The most played video game in the world

Everyone knows that this is Microsoft Windows Solitaire, installed on hundreds of millions of PCs and being played by hundreds of thousands of office workers and airline passengers right now to relieve the boredom. Intended originally by Microsoft to humanise the Windows interface, literally “to soothe people intimidated by the operating system”, it grew in importance as a training tool for the then unfamiliar WIMP (Windows, Icons, Menus, Pointer) way of doing things that today we take for granted. 

There are now three different Solitaire versions installed with Windows. In fact they are the first, second and third most popular games in the world in their own right! In order of current popularity they are Spider, Klondike and Free Cell. Many major corporations now de-instal these games, so great is the productivity loss attributed to employees addicted to playing them instead of working.

Spider is a two deck version of the game and is a relative newcomer to Windows, first coming with the Plus pack for Windows 98 and now with Vista, ME and XP. (Unsuprisingly the Vista version has several major bugs.) Played with real cards it was, famously, the favourite of US President Franklin D. Roosevelt.

Klondike (the original and most famous Windows version) was developed in 1988 by then intern Wes Cherry, who famously received no financial benefit from his work, half the card backs were designed by his then girlfriend Leslie Kooy. The card deck itself was designed by Macintosh pioneer Susan Kare. It was release as part of Windows 3.0 in 1990.

Freecell as a game is much easier to complete. It was invented in the 1960s by a then 10 year old Paul Alfille, in 1978 he had coded it on to a mainframe. And then it went viral. Alfille sold the rights to Freecell to the University of Illinois, but Microsoft never paid the university any royalties. It was first included with Win32s, then with Microsoft Entertainment Pack Volume 2 and then the Best Of Microsoft Entertainment Pack before it was made a part of Windows 95 and has been a fixture in Windows ever since.

So Microsoft never paid a cent for the IP rights to Freecell, Spider has no IP rights to buy and they acquired the code for Klondike for free. It is amazing that the most played game in the world has this history. Especially compared to the many millions that game publishers still pay for celebrity and film rights to brighten up otherwise lacklustre games.

And now there is a gold rush of companies putting solitaire on the latest darling of game publishing, the Apple iPhone. Ambrosia Software’s Mondo Solitaire, Acid Solitaire from Red Mercury, Gameloft Platinum Solitaire, Maverick Software Yulan Mahjong Solitaire and four more. Yes, the Apple App Store is launching with no fewer than eight different publisher’s take on solitaire, with doubtlessly many more to come. And it is hardly surprising that so many people have had the same good idea at the same time. It is the world’s most played game.

2 Comments


  1. Unheard-of thing before, what do you think is the most popular video game?


  2. is there any likelihood tha “PIPE DREAM”,my personal favorite video ame from Microsoft, will be expanded/written beyond level 37? oops no spell check!!!!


#### [Work task]
Transcribe all of the records precisely as they are presented.
--- Data section ---
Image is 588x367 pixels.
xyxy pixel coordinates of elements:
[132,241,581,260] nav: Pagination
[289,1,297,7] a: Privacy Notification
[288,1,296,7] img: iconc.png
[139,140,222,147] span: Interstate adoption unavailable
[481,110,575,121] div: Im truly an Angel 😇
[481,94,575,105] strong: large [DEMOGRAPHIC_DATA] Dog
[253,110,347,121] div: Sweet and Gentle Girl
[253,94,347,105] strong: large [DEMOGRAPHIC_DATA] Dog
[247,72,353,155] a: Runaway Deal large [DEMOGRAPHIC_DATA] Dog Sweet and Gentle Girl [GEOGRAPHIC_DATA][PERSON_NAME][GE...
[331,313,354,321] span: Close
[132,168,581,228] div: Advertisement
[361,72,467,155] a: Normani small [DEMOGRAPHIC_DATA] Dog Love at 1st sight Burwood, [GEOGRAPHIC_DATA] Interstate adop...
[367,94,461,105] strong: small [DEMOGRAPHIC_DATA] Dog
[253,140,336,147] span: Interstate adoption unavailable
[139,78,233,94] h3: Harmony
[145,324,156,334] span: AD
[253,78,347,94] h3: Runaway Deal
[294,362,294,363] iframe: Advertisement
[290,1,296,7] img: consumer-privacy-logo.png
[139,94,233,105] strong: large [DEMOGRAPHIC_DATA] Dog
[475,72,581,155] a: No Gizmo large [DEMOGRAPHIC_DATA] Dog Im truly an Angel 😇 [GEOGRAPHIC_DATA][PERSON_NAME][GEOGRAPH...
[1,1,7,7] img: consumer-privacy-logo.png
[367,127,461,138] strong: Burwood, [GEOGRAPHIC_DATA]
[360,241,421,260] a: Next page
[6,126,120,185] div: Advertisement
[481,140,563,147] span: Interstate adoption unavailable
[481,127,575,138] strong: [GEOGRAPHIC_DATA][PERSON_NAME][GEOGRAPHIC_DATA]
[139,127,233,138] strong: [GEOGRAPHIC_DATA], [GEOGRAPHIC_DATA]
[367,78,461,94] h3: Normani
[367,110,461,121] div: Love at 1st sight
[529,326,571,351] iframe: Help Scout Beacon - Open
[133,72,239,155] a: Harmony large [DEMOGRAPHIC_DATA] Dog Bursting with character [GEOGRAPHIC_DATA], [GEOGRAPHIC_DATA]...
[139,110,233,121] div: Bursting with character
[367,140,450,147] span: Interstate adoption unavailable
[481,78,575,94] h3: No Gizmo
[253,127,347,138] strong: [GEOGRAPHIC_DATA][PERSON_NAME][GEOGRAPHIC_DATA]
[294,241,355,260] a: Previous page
---
#### [Task output]
Image is 588x367 pixels.
xyxy pixel coordinates of elements:
[132,241,581,260] nav: Pagination
[289,1,297,7] a: Privacy Notification
[288,1,296,7] img: iconc.png
[139,140,222,147] span: Interstate adoption unavailable
[481,110,575,121] div: Im truly an Angel 😇
[481,94,575,105] strong: large [DEMOGRAPHIC_DATA] Dog
[253,110,347,121] div: Sweet and Gentle Girl
[253,94,347,105] strong: large [DEMOGRAPHIC_DATA] Dog
[247,72,353,155] a: Runaway Deal large [DEMOGRAPHIC_DATA] Dog Sweet and Gentle Girl [GEOGRAPHIC_DATA][PERSON_NAME][GE...
[331,313,354,321] span: Close
[132,168,581,228] div: Advertisement
[361,72,467,155] a: Normani small [DEMOGRAPHIC_DATA] Dog Love at 1st sight Burwood, [GEOGRAPHIC_DATA] Interstate adop...
[367,94,461,105] strong: small [DEMOGRAPHIC_DATA] Dog
[253,140,336,147] span: Interstate adoption unavailable
[139,78,233,94] h3: Harmony
[145,324,156,334] span: AD
[253,78,347,94] h3: Runaway Deal
[294,362,294,363] iframe: Advertisement
[290,1,296,7] img: consumer-privacy-logo.png
[139,94,233,105] strong: large [DEMOGRAPHIC_DATA] Dog
[475,72,581,155] a: No Gizmo large [DEMOGRAPHIC_DATA] Dog Im truly an Angel 😇 [GEOGRAPHIC_DATA][PERSON_NAME][GEOGRAPH...
[1,1,7,7] img: consumer-privacy-logo.png
[367,127,461,138] strong: Burwood, [GEOGRAPHIC_DATA]
[360,241,421,260] a: Next page
[6,126,120,185] div: Advertisement
[481,140,563,147] span: Interstate adoption unavailable
[481,127,575,138] strong: [GEOGRAPHIC_DATA][PERSON_NAME][GEOGRAPHIC_DATA]
[139,127,233,138] strong: [GEOGRAPHIC_DATA], [GEOGRAPHIC_DATA]
[367,78,461,94] h3: Normani
[367,110,461,121] div: Love at 1st sight
[529,326,571,351] iframe: Help Scout Beacon - Open
[133,72,239,155] a: Harmony large [DEMOGRAPHIC_DATA] Dog Bursting with character [GEOGRAPHIC_DATA], [GEOGRAPHIC_DATA]...
[139,110,233,121] div: Bursting with character
[367,140,450,147] span: Interstate adoption unavailable
[481,78,575,94] h3: No Gizmo
[253,127,347,138] strong: [GEOGRAPHIC_DATA][PERSON_NAME][GEOGRAPHIC_DATA]
[294,241,355,260] a: Previous page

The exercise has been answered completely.